Quarterly West – Fall/Winter 2003/2004
Number 57
Fall/Winter 2003-4
Weston Cutter
A bizarre admission: I write and, much more often than not, read fiction and poetry, and Quarterly West, seemingly without intent, has made a nonfiction convert out of me. It’s not that I am not enthralled by the two novellas from the biennial contest within this issue (and pity Kevin McIlvoy for having to choose between these two, let alone however many countless others).

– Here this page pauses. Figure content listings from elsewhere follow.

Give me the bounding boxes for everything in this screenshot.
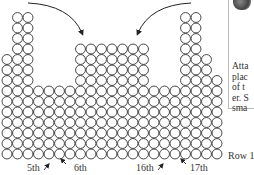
circle [160,139,170,149]
circle [2,128,12,138]
circle [212,128,222,138]
circle [191,139,201,149]
circle [23,65,33,75]
label-17th: 17th [190,163,208,173]
circle [76,55,86,65]
circle [97,86,107,96]
circle [65,86,75,96]
circle [170,128,180,138]
circle [97,97,107,107]
circle [202,65,212,75]
circle [149,118,159,128]
circle [13,65,23,75]
circle [118,149,128,159]
circle [128,76,138,86]
circle [212,97,222,107]
arrow-right-curve [138,3,191,33]
label-16th: 16th [136,163,154,173]
pointer-arrow-17th [182,160,186,164]
circle [181,13,191,23]
circle-stack-diagram [0,0,228,175]
circle [13,23,23,33]
circle [13,107,23,117]
circle [86,128,96,138]
circle [191,65,201,75]
circle [44,107,54,117]
circle [202,76,212,86]
circle [202,139,212,149]
circle [212,118,222,128]
circle [2,149,12,159]
circle [160,107,170,117]
circle [2,65,12,75]
circle [181,55,191,65]
circle [118,118,128,128]
circle [128,97,138,107]
circle [97,107,107,117]
circle [97,55,107,65]
circle [2,118,12,128]
circle [118,44,128,54]
circle [97,118,107,128]
circle [107,149,117,159]
circle [191,76,201,86]
circle [2,86,12,96]
circle [44,118,54,128]
circle [13,86,23,96]
circle [44,86,54,96]
circle [86,86,96,96]
circle [212,86,222,96]
circle [118,97,128,107]
circle [107,128,117,138]
circle [191,107,201,117]
circle [2,97,12,107]
circle [44,139,54,149]
circle [13,139,23,149]
circle [170,86,180,96]
circle [55,149,65,159]
circle [76,97,86,107]
circle [118,107,128,117]
circle [160,86,170,96]
circle [212,149,222,159]
circle [202,86,212,96]
circle [181,118,191,128]
circle [181,34,191,44]
circle [55,128,65,138]
circle [44,149,54,159]
circle [13,128,23,138]
circle [181,44,191,54]
circle [212,76,222,86]
label-5th: 5th [27,163,40,173]
circle [202,118,212,128]
circle [160,97,170,107]
caption-line: er. S [232,93,249,104]
circle [76,44,86,54]
circle [76,149,86,159]
circle [191,13,201,23]
circle [202,149,212,159]
circle [86,149,96,159]
circle [191,149,201,159]
circle [23,44,33,54]
circle [13,44,23,54]
circle [170,97,180,107]
circle [191,55,201,65]
circle [86,118,96,128]
circle [76,139,86,149]
circle [44,97,54,107]
circle [139,86,149,96]
circle [23,76,33,86]
circle [13,76,23,86]
circle [55,97,65,107]
circle [149,97,159,107]
circle [191,86,201,96]
caption-line: Atta [232,61,249,72]
circle [65,128,75,138]
circle [13,149,23,159]
circle [139,149,149,159]
circle [191,44,201,54]
circle [76,65,86,75]
circle [23,13,33,23]
circle [139,65,149,75]
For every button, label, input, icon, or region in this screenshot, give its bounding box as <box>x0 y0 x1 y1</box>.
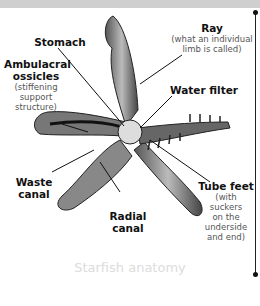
figure-caption: Starfish anatomy <box>0 260 260 275</box>
label-ambulacral-ossicles: Ambulacral ossicles (stiffening support … <box>4 58 68 112</box>
label-radial-canal: Radial canal <box>104 210 152 234</box>
ray-lower-left <box>58 140 132 210</box>
label-waste-canal: Waste canal <box>12 176 56 200</box>
label-tube-feet: Tube feet (with suckers on the underside… <box>198 180 254 242</box>
label-stomach: Stomach <box>30 36 90 48</box>
label-ray: Ray (what an individual limb is called) <box>170 22 254 54</box>
label-water-filter: Water filter <box>164 84 244 96</box>
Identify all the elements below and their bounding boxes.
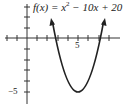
y-tick-label-minus-5: −5 [8, 86, 18, 96]
function-label-lhs: f(x) = x [33, 1, 66, 13]
right-arrowhead-icon [101, 18, 107, 26]
parabola-curve [53, 22, 104, 92]
function-graph: f(x) = x2 − 10x + 20 5 −5 [0, 0, 125, 108]
function-label-rhs: − 10x + 20 [70, 1, 123, 13]
left-arrowhead-icon [50, 18, 56, 26]
function-label: f(x) = x2 − 10x + 20 [33, 0, 122, 13]
plot-area [0, 0, 125, 108]
x-tick-label-5: 5 [75, 40, 80, 50]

A bizarre admission: I write and, much more often than not, read fiction and poetry, and Quarterly West, seemingly without intent, has made a nonfiction convert out of me. It’s not that I am not enthralled by the two novellas from the biennial contest within this issue (and pity Kevin McIlvoy for having to choose between these two, let alone however many countless others). It’s nothing about not enjoying, with that sort of creeping case of the willies that sometimes happens, Dan O’Brien’s story. G.C. Waldrep, as ever, does it for me, and Kate Gale’s “Demanding Barbados” is luxurious. But Ander Monson’s “I Have Been Thinking About Snow” and Sarah Madsen’s “Movement: a photographer’s alphabet” are both beguilingly great. Structurally they’re dissimilar, from each other and from nonfiction in general: Monson uses periods to space sentences, fragments, words, weather reports out from each other; Madsen has each page be an entry for a word (aperture, heat, wretched), and for each entry there is a listing of the image, the technique, and the caption. Both works are mesmeric, lingering – like those conversations we carry with us and recall over and over.